In a move that will have repercussions for Iraq in the short term, and quite possibly in the long term, the Islamic State took control of the Ramadi Dam in the Anbar Province of Iraq and only allows enough water through to keep their side from flooding.
Control of the dam allows them to cross the Euphrates in more places, increasing the Iraqi security problem. This action puts a potent blackmail option to those downstream.
The situation is so bad that one official recommended blowing the dam with a bombing strike.
It is the first stages of summer, but low water will be an issue. The water that is being allowed out is going into Habbaniya Lake. The Iraqi government opened the dam on the lake to channel the water back into the Euphrates, but that solution is expected to be effective for only a matter of days.
The dry season and high temperatures are closing in. Water is life in the desert. The Islamic State tried this before at the Mosul Dam. They were rebuffed only after a concerted effort between Kurdish Peshmerga and a sustained air campaign.
The Iraqis have demonstrated that they don’t have the skill or the will to take the dam back or they would not have lost it in the first place. Now they face the possibility of the canals running dry and major cities running out of water.
Blowing the dam would provide water, but would lose the control that they had over flooding.
The only solution to the problem? Take the dam back. However, with an estimated several hundred to several thousand IS fighters in the city, it is doubtful that the Iraqis could take the dam back.
This situation has the potential to undermine the government completely and force the citizens to the south to surrender or to die. It only takes a few days to die of thirst. June begins the hottest months of the year in Iraq. Having been there twice, that heat is no joke.
The green in Iraq, what there is of it, exists between the Tigris and the Euphrates Rivers. Cut the flow of those rivers and the immediate problems will require either a shift north and west to get water from the Tigris, or evacuation to Kuwait or Saudi Arabia.
Those are the immediate consequences.

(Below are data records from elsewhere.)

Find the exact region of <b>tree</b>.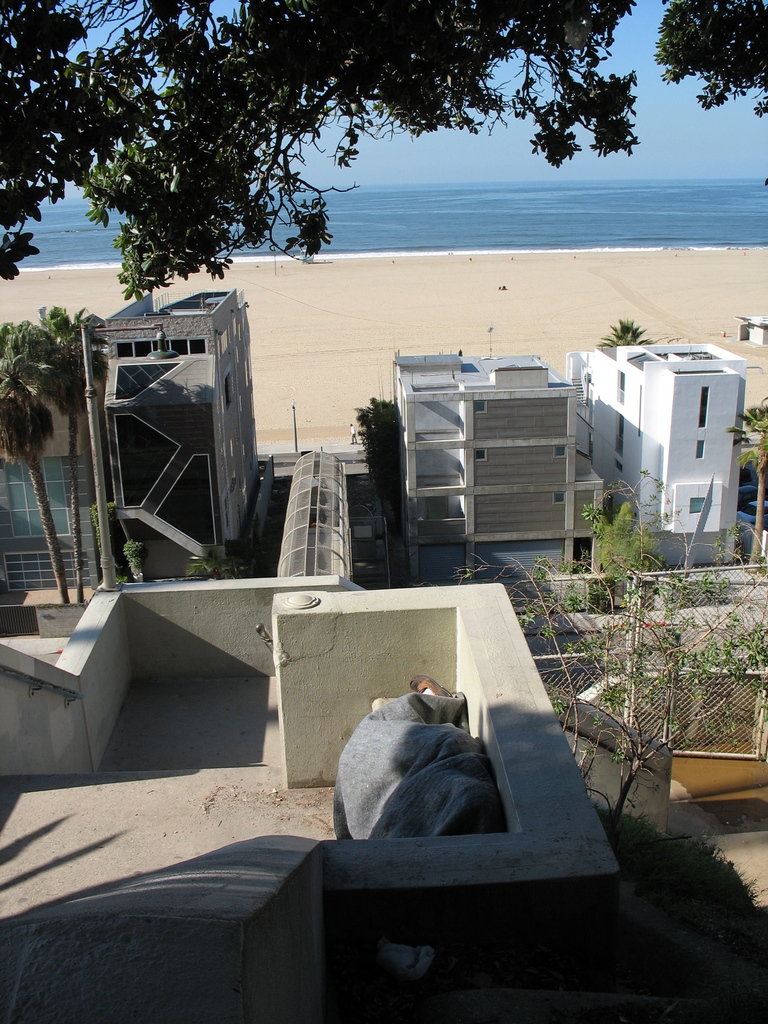
Exact region: bbox(727, 404, 767, 564).
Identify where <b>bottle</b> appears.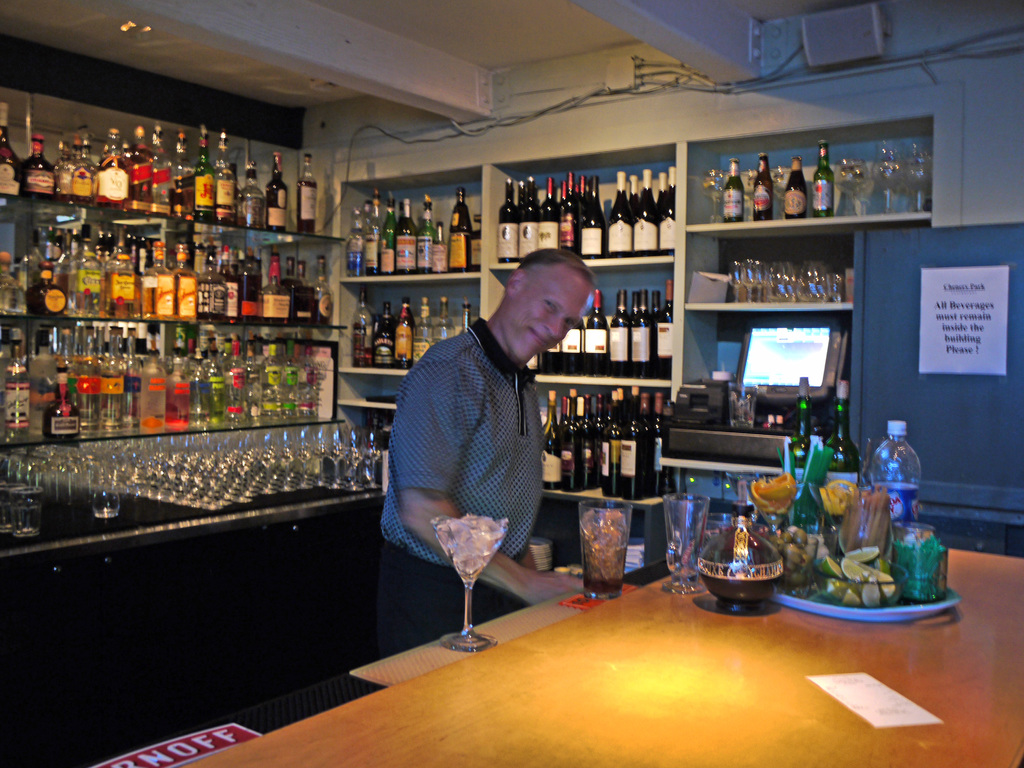
Appears at (x1=723, y1=160, x2=747, y2=220).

Rising cost of water transport as it has to be moved, opening canals on the Tigris to water areas that should have been watered by the Euphrates will reduce the available water for the entire south.
If they keep it going long enough and it could well damage the agriculture for the next year by rendering the crappy soil worse and causing the mass migration of the populous.
Or the South could simply fall to the Islamic State without another shot being fired. IS already has the only weapon they need to control all life in Southern Iraq, the question is, what happens next?